Fig. 5.(a)Reconstructed output of M-AIC for Lena (512x512x24) image with quantization parameter – 5, 2.37bpp, 36.61dB (b) SSIM map of M-AIC for Lena (512x512x24) image with M-SSIM – 0.914

Fig.6.(a) Simulation results for Lena (512x512x24) image based on objective quality metric (PSNR)

Fig. 6. (b) Simulation results for Airplane (512x512x24) image based on objective quality metric (PSNR)

Fig. 6.(c) Simulation results for Peppers (512x512x24) image based on objective quality metric (PSNR)

Fig. 6.(d) Simulation results for Sailboat on Lake(512x512x24) image based on objective quality metric (PSNR)

Fig. 6.(e) Simulation results for Couple(256x256x24) image based on objective quality metric (PSNR)

Fig. 6.(f) Simulation results for Cameraman (256x256x8) image based on objective quality metric (PSNR)

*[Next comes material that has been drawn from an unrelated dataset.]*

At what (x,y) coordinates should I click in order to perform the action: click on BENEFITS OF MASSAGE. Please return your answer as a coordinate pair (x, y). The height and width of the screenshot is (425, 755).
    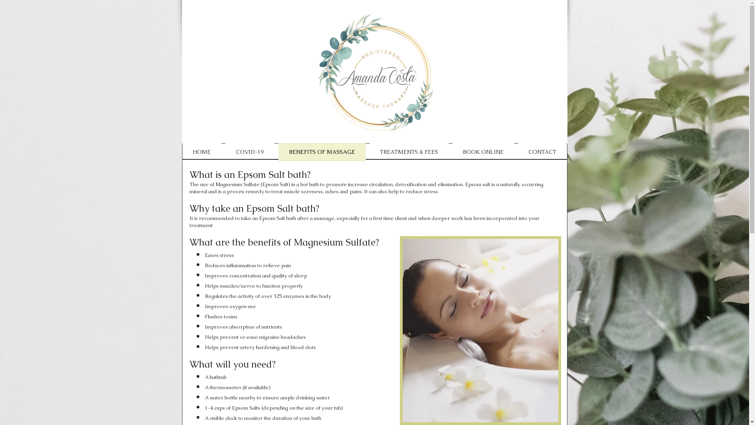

Fig. 6.(f) Simulation results forLena (32x32x24) image based on objective quality metric (PSNR)

TABLE I

SIMULATION RESULTS FOR LENA (512X512X24) IMAGE

M-AIC
Quantizationparameter / size / bit rate / PSNR / SSIM
1 / 384142 / 11.65 / 44.11 / 0.9903
2 / 253035 / 7.72 / 41.39 / 0.975
3 / 177223 / 5.41 / 39.21 / 0.955
5 / 96647 / 2.37 / 36.61 / 0.914
10 / 30246 / 1.07 / 34.01 / 0.864
30 / 8894 / 0.27 / 30.16 / 0.791
70 / 4998 / 0.15 / 26.91 / 0.726
90 / 3985 / 0.12 / 25.61 / 0.702

VI.Conclusions And Future Work

The M-AIC algorithm was successfully implemented to obtain better compression with reduced complexity compared to existing codecs in terms of PSNR and best performance at low bit rates in addition to being competitive with any other codec in terms of SSIM over the entire bit range. The proposed algorithm is compared with the H.264/MPEG-4 part 10 AVC JM reference software (13.2) [6], JPEG-2000 JasPer software [7], JPEG reference software [5], JPEG-XR HD-photo reference software [8] and JPEG-LS LOCO-I software [9].Thus by its performance, it finds wide range of applications in digital camera market, internet browsing, multimedia products such as mobile phones and entertainment appliances.From the results, it is observed that M-AIC is suitable for web images as it gives best outputs for low resolution images.This algorithm can be extended to compare the lossless compression. The implementation of CABAC can be a future study.